Respondents in one survey were found to have been simultaneously optimistic about GenAI’s benefits and risks
In an Dec 2023 and Jan 2024 survey of 1,650 security executives around the world*, on how AI has been impacting respondents’ effectiveness at cybersecurity, some key findings for Australia, India, Japan and Singapore were noted from the data.
First, compared to their other respondents in the Asian region, Japanese respondents (54%) were more likely to indicate that cybersecurity requirements were getting harder to keep up with, versus 46% globally.
Second, respondents from Australia were more likely (44%) to “strongly agree” to prompts that “geopolitical stress exacerbates cyberattacks” compared to the 29% of other respondents from around the world.
Third, respondents in India were the most optimistic about how generative AI will help them: 51% expected defenders to gain a bigger advantage, versus 43% globally.
Other findings
Fourth, 36% of respondents from Singapore were focused on AI initiatives, compared to 44% globally. Also:
- Compared to other countries, respondents from India had the highest percentage (66%) rating their security programs as “extremely advanced,” compared to 47% globally. They also indicated higher rates of increased collaboration across internal teams — 58% with software engineering, 52% with engineering operations, and 78% with IT.
- 51% of respondents in India expected defenders to gain a bigger advantage with generative AI in their work, versus 43% globally.
- 56% of Australian respondents indicated having experienced state-sponsored attacks, versus 39% of other respondents.
- 72% of Australian respondents indicated they pivot too much between disparate security tools (compared to 43% globally), and 35% cited having issues with visibility across the attack surface (compared to 20% globally).
- 50% of Australia respondents also cited problematic detection, with typical mean-time to detection taking months, compared to 19% globally.
According to Jason Lee, CISO, Splunk, the firm that commissioned the survey: respondents were using generative AI “to build better cyber defenses, execute more informed decisions, and fill critical skills gaps.

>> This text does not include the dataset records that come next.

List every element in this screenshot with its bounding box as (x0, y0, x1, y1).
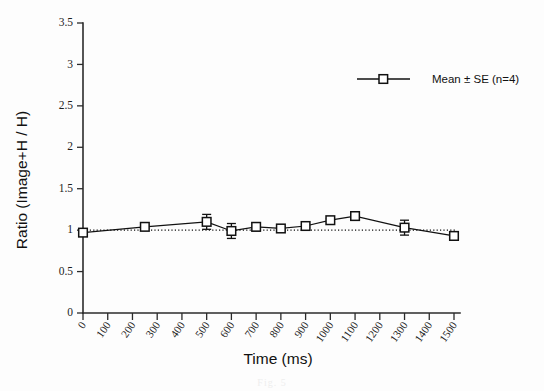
x-tick-label: 200 (118, 319, 138, 340)
x-tick-label: 600 (217, 319, 237, 340)
data-series-mean-se (79, 212, 459, 240)
data-point-marker (450, 232, 459, 241)
figure-container: 00.511.522.533.5 01002003004005006007008… (0, 0, 544, 391)
y-tick-label: 3 (67, 58, 73, 70)
data-point-marker (141, 223, 150, 232)
x-tick-label: 900 (291, 319, 311, 340)
data-point-marker (351, 212, 360, 221)
x-axis-label: Time (ms) (243, 350, 312, 367)
data-point-marker (227, 227, 236, 236)
data-point-marker (277, 224, 286, 233)
x-tick-label: 1300 (387, 319, 410, 344)
x-tick-label: 1200 (362, 319, 385, 344)
y-axis-ticks: 00.511.522.533.5 (59, 16, 83, 318)
data-point-marker (326, 216, 335, 225)
x-tick-label: 1500 (437, 319, 460, 344)
x-axis-ticks: 0100200300400500600700800900100011001200… (75, 313, 459, 344)
y-tick-label: 0.5 (59, 265, 74, 277)
y-axis-label: Ratio (Image+H / H) (13, 111, 30, 249)
x-tick-label: 100 (94, 319, 114, 340)
x-tick-label: 500 (193, 319, 213, 340)
data-point-marker (252, 223, 261, 232)
y-tick-label: 0 (67, 306, 73, 318)
y-tick-label: 3.5 (59, 16, 74, 28)
x-tick-label: 400 (168, 319, 188, 340)
data-point-marker (400, 223, 409, 232)
data-point-marker (79, 228, 88, 237)
data-point-marker (301, 222, 310, 231)
x-tick-label: 700 (242, 319, 262, 340)
data-point-marker (202, 218, 211, 227)
legend-marker-icon (379, 75, 388, 84)
axes-group (83, 23, 460, 313)
x-tick-label: 0 (75, 319, 88, 331)
line-chart: 00.511.522.533.5 01002003004005006007008… (0, 0, 544, 391)
x-tick-label: 1100 (338, 319, 361, 344)
y-tick-label: 1 (67, 223, 73, 235)
x-tick-label: 300 (143, 319, 163, 340)
x-tick-label: 800 (267, 319, 287, 340)
figure-caption-faint: Fig. 5 (0, 377, 544, 388)
x-tick-label: 1400 (412, 319, 435, 344)
y-tick-label: 1.5 (59, 182, 74, 194)
x-tick-label: 1000 (313, 319, 336, 344)
y-tick-label: 2.5 (59, 99, 74, 111)
y-tick-label: 2 (67, 140, 73, 152)
legend: Mean ± SE (n=4) (357, 73, 519, 85)
legend-label: Mean ± SE (n=4) (432, 73, 519, 85)
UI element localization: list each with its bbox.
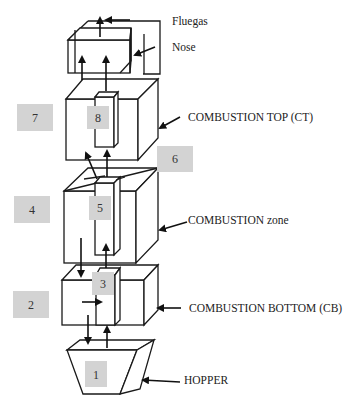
leader-combustion-zone [160, 222, 187, 230]
svg-text:8: 8 [95, 111, 101, 125]
label-nose: Nose [172, 41, 196, 53]
zone-box-2: 2 [13, 291, 49, 318]
svg-text:4: 4 [29, 203, 35, 217]
leader-nose [135, 47, 155, 55]
svg-text:3: 3 [100, 277, 106, 291]
hopper-block [67, 340, 154, 394]
svg-text:5: 5 [97, 201, 103, 215]
combustion-top-block [66, 79, 158, 160]
svg-text:6: 6 [172, 152, 178, 166]
zone-box-5: 5 [89, 196, 111, 220]
zone-box-7: 7 [17, 104, 53, 131]
zone-box-6: 6 [157, 146, 193, 172]
zone-box-1: 1 [85, 361, 107, 387]
zone-box-4: 4 [14, 196, 50, 223]
boiler-diagram: Fluegas Nose COMBUSTION TOP (CT) COMBUST… [0, 0, 348, 408]
svg-text:2: 2 [28, 298, 34, 312]
svg-text:7: 7 [32, 111, 38, 125]
label-hopper: HOPPER [184, 374, 228, 386]
label-combustion-top: COMBUSTION TOP (CT) [188, 111, 313, 124]
svg-text:1: 1 [93, 368, 99, 382]
label-combustion-zone: COMBUSTION zone [188, 214, 289, 226]
label-fluegas: Fluegas [172, 15, 208, 28]
leader-combustion-top [160, 117, 180, 128]
zone-box-3: 3 [92, 272, 114, 295]
leader-hopper [143, 380, 180, 382]
zone-box-8: 8 [87, 106, 109, 129]
label-combustion-bottom: COMBUSTION BOTTOM (CB) [189, 302, 342, 315]
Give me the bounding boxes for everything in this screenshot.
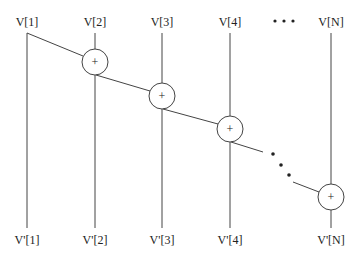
carry-dots-n: [293, 182, 319, 192]
adder-plus-3: +: [159, 89, 166, 103]
adder-plus-2: +: [92, 55, 99, 69]
input-label-n: V[N]: [318, 15, 343, 29]
chain-ellipsis: [271, 152, 291, 177]
carry-4-dots: [231, 142, 263, 152]
top-ellipsis: [273, 19, 294, 22]
output-label-4: V'[4]: [218, 233, 243, 247]
output-label-2: V'[2]: [83, 233, 108, 247]
input-label-4: V[4]: [219, 15, 242, 29]
output-label-n: V'[N]: [317, 233, 345, 247]
prefix-sum-diagram: + + + + V[1] V[2] V[3] V[4] V[N] V'[1] V…: [0, 0, 362, 256]
carry-3-4: [163, 109, 218, 124]
adder-plus-n: +: [328, 190, 335, 204]
input-label-1: V[1]: [16, 15, 39, 29]
carry-2-3: [96, 75, 150, 91]
output-label-3: V'[3]: [150, 233, 175, 247]
adder-plus-4: +: [227, 122, 234, 136]
output-label-1: V'[1]: [15, 233, 40, 247]
input-label-2: V[2]: [84, 15, 107, 29]
carry-1-2: [27, 33, 83, 56]
input-label-3: V[3]: [151, 15, 174, 29]
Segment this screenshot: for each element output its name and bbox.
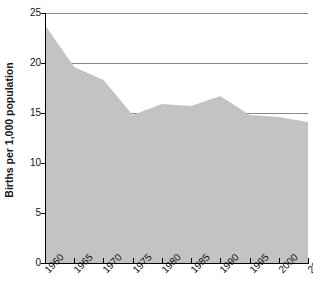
- plot-area: [45, 13, 308, 263]
- y-axis-tick-label: 15: [17, 108, 41, 118]
- y-axis-tick-label: 25: [17, 8, 41, 18]
- area-series-path: [45, 25, 308, 263]
- y-axis-tick-labels: 0510152025: [13, 0, 41, 305]
- area-series-svg: [45, 13, 308, 263]
- y-axis-tick-label: 0: [17, 258, 41, 268]
- y-axis-tick-label: 5: [17, 208, 41, 218]
- y-axis-line: [45, 13, 46, 263]
- y-axis-tick-label: 10: [17, 158, 41, 168]
- birth-rate-area-chart: Births per 1,000 population 0510152025 1…: [0, 0, 313, 305]
- y-axis-tick-label: 20: [17, 58, 41, 68]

At the same time, at least one-third of respondents have no generative AI policies. And their biggest reported fear? AI-powered attacks.”
On the question of where generative AI will take the cybersecurity landscape, the survey authors note that “No one has a crystal ball, but security teams have been embracing traditional forms of AI like machine learning for some time, and 93% say these experiences will influence their future approach to generative AI.”
*from Australia, France, Germany, India, Japan, New Zealand, Singapore, the UK and the US, in 16 industries: aerospace and defense, business services, consumer packaged goods, education, financial services, government (federal/national, state and local), healthcare, life sciences, manufacturing, technology, media, oil/gas, retail/wholesale, telecom.